How about the U.S. invasions and undeclared wars of aggression against Iraq and Afghanistan? How about the regime change operations in Libya and Syria?
How about the racial bigotry of the drug war and its programs of mass incarceration, warrantless searches and searches, mandatory minimum sentences, and asset-forfeiture programs?
How about those immigration highway checkpoints in the American Southwest that are undoubtedly modeled on those in totalitarian countries?
How about the CIA’s and Pentagon’s torture program, their rendition-and-torture program, and their indefinite incarceration program? How about the CIA’s intentional destruction of their torture videotapes? How about Abu Ghraib and the intentional hiding of the Abu Ghraib photos and videos? How about Gitmo and its regime of secrecy, torture, military tribunals, indefinite detention, denial of due process and trial by jury, and the use of coerced confessions, hearsay, and evidence acquired by torture? How about the NSA’s secret surveillance schemes and its illegal telecom activity? How about the U.S. government’s longtime partnerships with some of the most brutal dictatorships in the world, including those in Saudi Arabia, Egypt, Jordan, Kuwait, and Bahrain?

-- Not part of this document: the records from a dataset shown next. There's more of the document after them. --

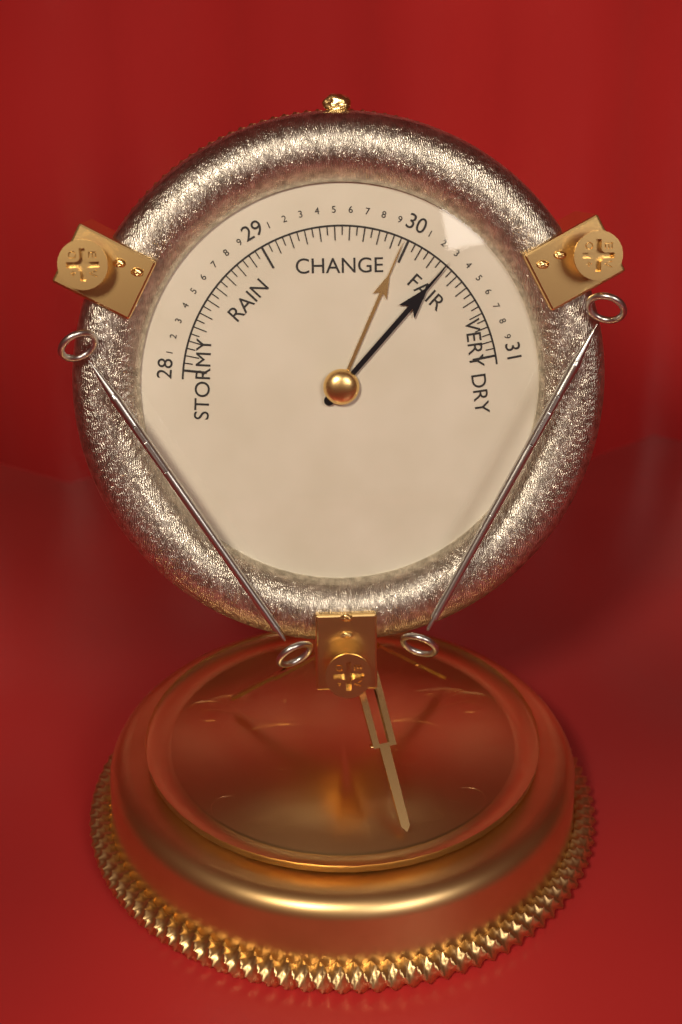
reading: 30.30 (no unit)
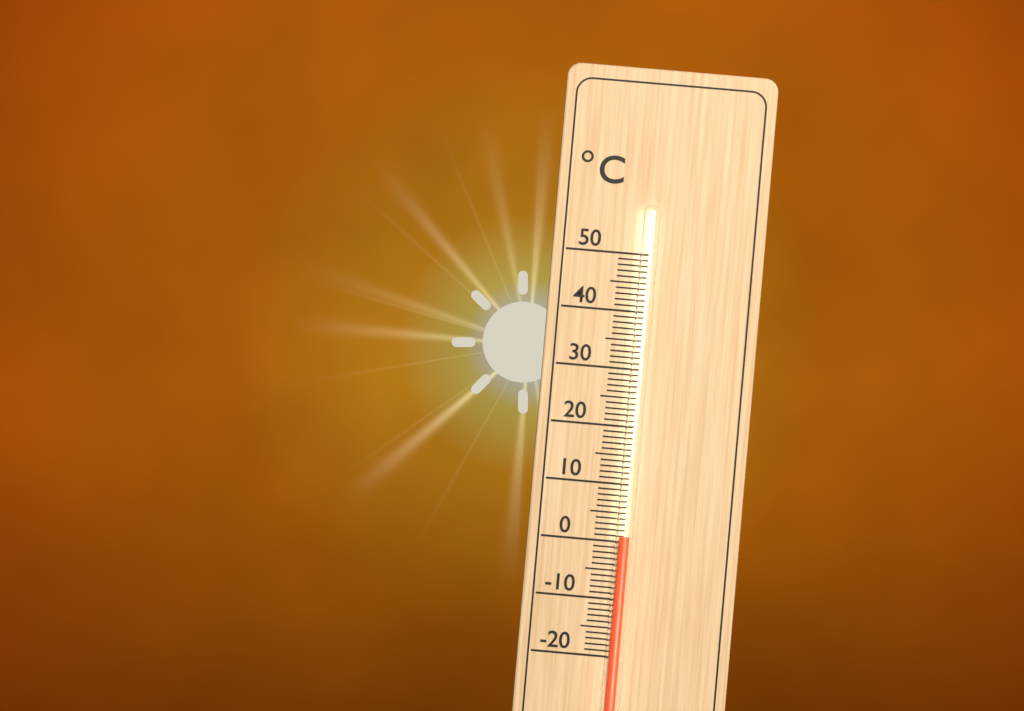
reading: 1 °C
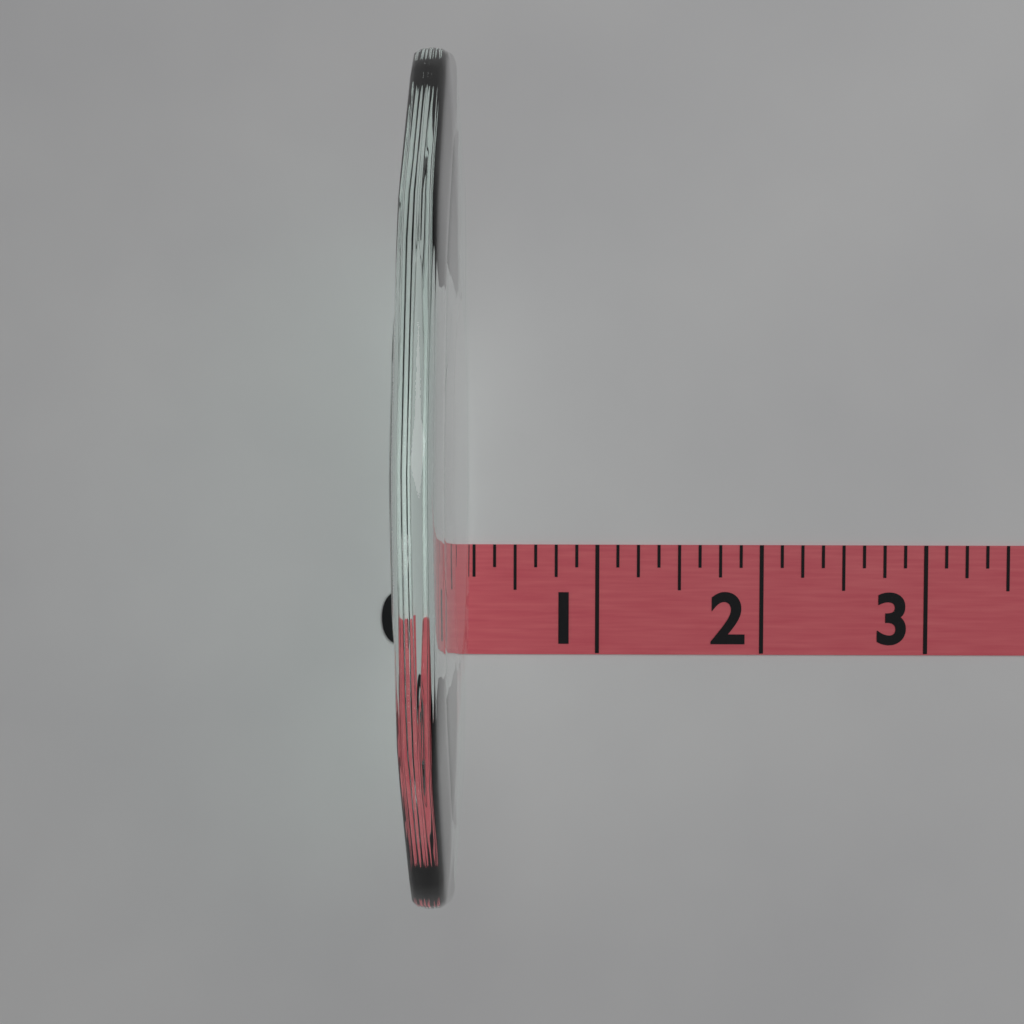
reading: 0.250 (no unit)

Pray tell, editorial writers at the New York Times: How is all that consistent with America as a beacon of democracy and advocate of human rights and the rule of law?
Want to know why they’re mad at Trump? No, not because he is playing nice with dictators. He’s doing what U.S. officials have done ever since the end of World War II (or even during the war, when President Roosevelt partnered with Soviet communist dictator Joseph Stalin). It’s because Trump is doing it openly and publicly. That’s his real crime. He supposed to downplay America’s longtime partnerships with dictatorial regimes and preach that America continues to be a beacon for democracy and an advocate for human rights and the rule of law. They are mad at Trump because he refuses to be a hypocrite too.